It’s become the nearly ubiquitous replacement for “Turn it off and back on” - but it shouldn’t be. Sure, it might work, but what value does it add to your users experience, and how are you helping your development team understand the issues if you are just giving it the modern equivalent of percussive maintenance.

LinkedIn’s policy of delete cookies, then debug - not really helping.

What’s the big problem?

Telling customers to effectively reboot your app in their browser doesn’t help anybody in the long run. Whatever the issue was that precipitated the failed application state is more than likely going to occur again. If you aren’t trapping relevant data from the application, then you aren’t going to be able to see what could be fixed to prevent it happening again.

The biggest problem with training your support staff to use this as their first port of call means that your developers can’t possibly fix what they don’t know about.

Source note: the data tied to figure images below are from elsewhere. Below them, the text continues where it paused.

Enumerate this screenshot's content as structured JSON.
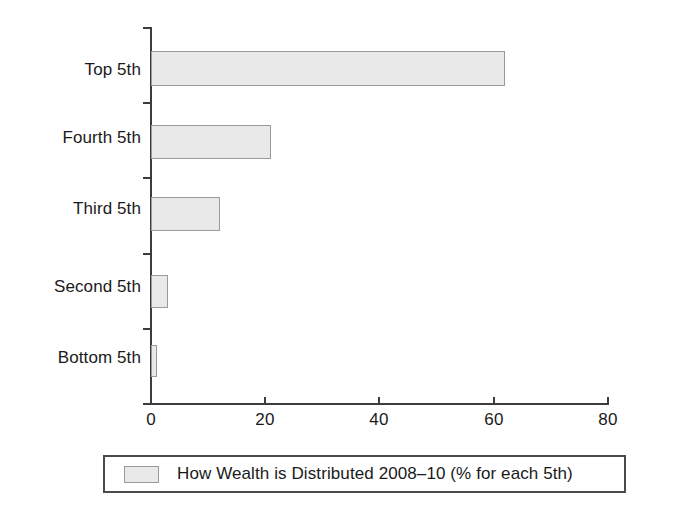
{
  "chart_data": {
    "type": "bar",
    "orientation": "horizontal",
    "title": "",
    "xlabel": "",
    "ylabel": "",
    "categories": [
      "Top 5th",
      "Fourth 5th",
      "Third 5th",
      "Second 5th",
      "Bottom 5th"
    ],
    "values": [
      62,
      21,
      12,
      3,
      1
    ],
    "series": [
      {
        "name": "How Wealth is Distributed 2008–10 (% for each 5th)",
        "values": [
          62,
          21,
          12,
          3,
          1
        ]
      }
    ],
    "xlim": [
      0,
      80
    ],
    "xticks": [
      0,
      20,
      40,
      60,
      80
    ],
    "xtick_labels": [
      "0",
      "20",
      "40",
      "60",
      "80"
    ],
    "grid": false,
    "legend_position": "bottom",
    "bar_fill_color": "#e9e9e9",
    "bar_border_color": "#9a9a9a",
    "axis_color": "#3c3c3c",
    "background_color": "#ffffff"
  },
  "legend": {
    "label": "How Wealth is Distributed 2008–10 (% for each 5th)",
    "swatch_name": "legend-color-swatch"
  }
}
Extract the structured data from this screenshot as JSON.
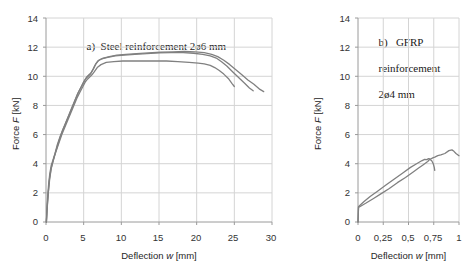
{
  "figure": {
    "width": 469,
    "height": 275,
    "background": "#ffffff",
    "series_color": "#808080",
    "grid_color": "#d4d4d4",
    "axis_color": "#9a9a9a",
    "text_color": "#262626"
  },
  "panel_a": {
    "title": "a)  Steel reinforcement 2ø6 mm",
    "title_line1": "a)  Steel reinforcement 2ø6 mm",
    "ylabel": "Force F [kN]",
    "ylabel_prefix": "Force ",
    "ylabel_var": "F",
    "ylabel_suffix": " [kN]",
    "xlabel": "Deflection w [mm]",
    "xlabel_prefix": "Deflection ",
    "xlabel_var": "w",
    "xlabel_suffix": " [mm]",
    "yticks": [
      "0",
      "2",
      "4",
      "6",
      "8",
      "10",
      "12",
      "14"
    ],
    "xticks": [
      "0",
      "5",
      "10",
      "15",
      "20",
      "25",
      "30"
    ]
  },
  "panel_b": {
    "title_line1": "b)   GFRP",
    "title_line2": "reinforcement",
    "title_line3": "2ø4 mm",
    "ylabel": "Force F [kN]",
    "ylabel_prefix": "Force ",
    "ylabel_var": "F",
    "ylabel_suffix": " [kN]",
    "xlabel": "Deflection w [mm]",
    "xlabel_prefix": "Deflection ",
    "xlabel_var": "w",
    "xlabel_suffix": " [mm]",
    "yticks": [
      "0",
      "2",
      "4",
      "6",
      "8",
      "10",
      "12",
      "14"
    ],
    "xticks": [
      "0",
      "0,25",
      "0,5",
      "0,75",
      "1"
    ]
  },
  "chart_data": [
    {
      "type": "line",
      "panel": "a",
      "title": "a)  Steel reinforcement 2ø6 mm",
      "xlabel": "Deflection w [mm]",
      "ylabel": "Force F [kN]",
      "xlim": [
        0,
        30
      ],
      "ylim": [
        0,
        14
      ],
      "xticks": [
        0,
        5,
        10,
        15,
        20,
        25,
        30
      ],
      "yticks": [
        0,
        2,
        4,
        6,
        8,
        10,
        12,
        14
      ],
      "grid": true,
      "legend": "none",
      "series": [
        {
          "name": "specimen-1",
          "x": [
            0.05,
            0.12,
            0.2,
            0.35,
            0.5,
            0.7,
            0.9,
            1.2,
            1.5,
            1.9,
            2.3,
            2.7,
            3.1,
            3.5,
            3.9,
            4.3,
            4.7,
            5.1,
            5.4,
            5.7,
            6.0,
            6.3,
            6.6,
            7.0,
            7.6,
            8.4,
            9.4,
            10.6,
            12.0,
            13.6,
            15.2,
            16.8,
            18.4,
            19.8,
            21.0,
            22.0,
            22.8,
            23.6,
            24.4,
            25.2,
            26.0,
            26.8,
            27.6,
            28.4,
            28.9
          ],
          "y": [
            0.0,
            0.8,
            1.6,
            2.6,
            3.3,
            3.9,
            4.2,
            4.7,
            5.3,
            5.9,
            6.4,
            6.9,
            7.4,
            7.9,
            8.4,
            8.9,
            9.3,
            9.7,
            9.95,
            10.1,
            10.25,
            10.5,
            10.85,
            11.1,
            11.25,
            11.35,
            11.45,
            11.5,
            11.55,
            11.6,
            11.65,
            11.68,
            11.7,
            11.68,
            11.62,
            11.5,
            11.35,
            11.1,
            10.8,
            10.45,
            10.1,
            9.75,
            9.45,
            9.1,
            8.95
          ]
        },
        {
          "name": "specimen-2",
          "x": [
            0.05,
            0.15,
            0.3,
            0.45,
            0.65,
            0.85,
            1.1,
            1.45,
            1.8,
            2.2,
            2.6,
            3.0,
            3.4,
            3.8,
            4.2,
            4.6,
            5.0,
            5.3,
            5.6,
            5.9,
            6.2,
            6.5,
            6.9,
            7.4,
            8.2,
            9.2,
            10.4,
            11.8,
            13.4,
            15.0,
            16.6,
            18.2,
            19.6,
            20.8,
            21.8,
            22.6,
            23.3,
            24.0,
            24.8,
            25.6,
            26.4,
            27.0,
            27.5
          ],
          "y": [
            0.0,
            1.0,
            2.0,
            2.9,
            3.6,
            4.0,
            4.5,
            5.1,
            5.7,
            6.3,
            6.8,
            7.3,
            7.8,
            8.3,
            8.8,
            9.2,
            9.6,
            9.85,
            10.0,
            10.15,
            10.45,
            10.75,
            11.05,
            11.2,
            11.3,
            11.4,
            11.45,
            11.5,
            11.55,
            11.6,
            11.62,
            11.62,
            11.58,
            11.5,
            11.4,
            11.25,
            11.0,
            10.7,
            10.3,
            9.9,
            9.5,
            9.2,
            9.0
          ]
        },
        {
          "name": "specimen-3",
          "x": [
            0.05,
            0.18,
            0.32,
            0.5,
            0.7,
            0.95,
            1.3,
            1.7,
            2.1,
            2.5,
            2.9,
            3.3,
            3.7,
            4.1,
            4.5,
            4.9,
            5.2,
            5.5,
            5.8,
            6.1,
            6.4,
            6.8,
            7.3,
            8.0,
            9.0,
            10.2,
            11.5,
            13.0,
            14.5,
            16.0,
            17.5,
            19.0,
            20.2,
            21.0,
            21.8,
            22.4,
            23.0,
            23.6,
            24.2,
            24.7,
            25.0
          ],
          "y": [
            0.0,
            1.1,
            2.1,
            3.0,
            3.7,
            4.2,
            4.8,
            5.4,
            6.0,
            6.5,
            7.0,
            7.5,
            8.0,
            8.5,
            8.9,
            9.3,
            9.6,
            9.8,
            9.95,
            10.1,
            10.3,
            10.6,
            10.8,
            10.95,
            11.0,
            11.05,
            11.05,
            11.05,
            11.05,
            11.05,
            11.0,
            10.95,
            10.9,
            10.85,
            10.75,
            10.6,
            10.4,
            10.15,
            9.85,
            9.5,
            9.3
          ]
        }
      ]
    },
    {
      "type": "line",
      "panel": "b",
      "title": "b)   GFRP reinforcement 2ø4 mm",
      "xlabel": "Deflection w [mm]",
      "ylabel": "Force F [kN]",
      "xlim": [
        0,
        1
      ],
      "ylim": [
        0,
        14
      ],
      "xticks": [
        0,
        0.25,
        0.5,
        0.75,
        1
      ],
      "xticklabels": [
        "0",
        "0,25",
        "0,5",
        "0,75",
        "1"
      ],
      "yticks": [
        0,
        2,
        4,
        6,
        8,
        10,
        12,
        14
      ],
      "grid": true,
      "legend": "none",
      "series": [
        {
          "name": "specimen-1",
          "x": [
            0.0,
            0.005,
            0.02,
            0.06,
            0.12,
            0.2,
            0.28,
            0.36,
            0.44,
            0.52,
            0.58,
            0.63,
            0.66,
            0.68,
            0.7,
            0.72,
            0.74,
            0.76,
            0.79,
            0.82,
            0.86,
            0.9,
            0.93,
            0.95,
            0.97,
            1.0
          ],
          "y": [
            0.0,
            1.05,
            1.15,
            1.4,
            1.75,
            2.15,
            2.55,
            2.95,
            3.35,
            3.75,
            4.0,
            4.2,
            4.3,
            4.28,
            4.35,
            4.32,
            4.4,
            4.45,
            4.55,
            4.6,
            4.7,
            4.9,
            4.95,
            4.85,
            4.7,
            4.55
          ]
        },
        {
          "name": "specimen-2",
          "x": [
            0.0,
            0.005,
            0.03,
            0.08,
            0.15,
            0.23,
            0.31,
            0.39,
            0.47,
            0.55,
            0.6,
            0.64,
            0.67,
            0.69,
            0.71,
            0.73,
            0.745,
            0.755,
            0.76
          ],
          "y": [
            0.0,
            1.0,
            1.1,
            1.3,
            1.6,
            1.95,
            2.3,
            2.7,
            3.05,
            3.45,
            3.7,
            3.9,
            4.05,
            4.15,
            4.3,
            4.2,
            4.0,
            3.75,
            3.55
          ]
        }
      ]
    }
  ]
}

Sure, you might have crash or event reporting - but how do you know that it’s not impacted by the same failed state causing your user to have a problem?

It works, until it doesn’t.

The bigger problem with the default response being “clear your cookies” is that it won’t help server side issues. All wasting a users time with cookie clearing will do is frustrate them. They will be back with the same issue as soon as they are logged in again - and more than likely they are going to have to start the whole support journey again.

My experience will not be typical - every time I’ve had an issue that has meant I’ve had to resort to support has been because of a server side issue. This highlights another problem with (predominantly larger company) support - the assumption that users unable to facilitate the bug discovery process.

Instead of creating pages telling users how to clear their cookies - help your users to help you by teaching them how to generate a HAR and then provide a secure mechanism for them to send it to your developers*.

A last resort

Build the tools into your web application that allow users to completely terminate their session and destroy the local storage if you must - but don’t make them mess around in the browser just to fix your mistake with zero value in return.

Keep cookie destruction away from first level support - if that’s a problem for you, there’s a bigger problem with your application that you need to address first.

There are all sorts of options for monitoring, it’s now super easy with products like Raygun - but there is no guarantee that you are getting the data you need when users end up in the predicament that has them talking to your support team.

Do your users a favour, show how much you love your developers - stop telling people to delete their cookies.


* Don’t receive HAR files insecurely - that includes email. Only people with exceptional privilege within the organisation should have access to them. HAR files contain tokens, PII and all sorts of other things that you don’t want to get in trouble for holding incorrectly.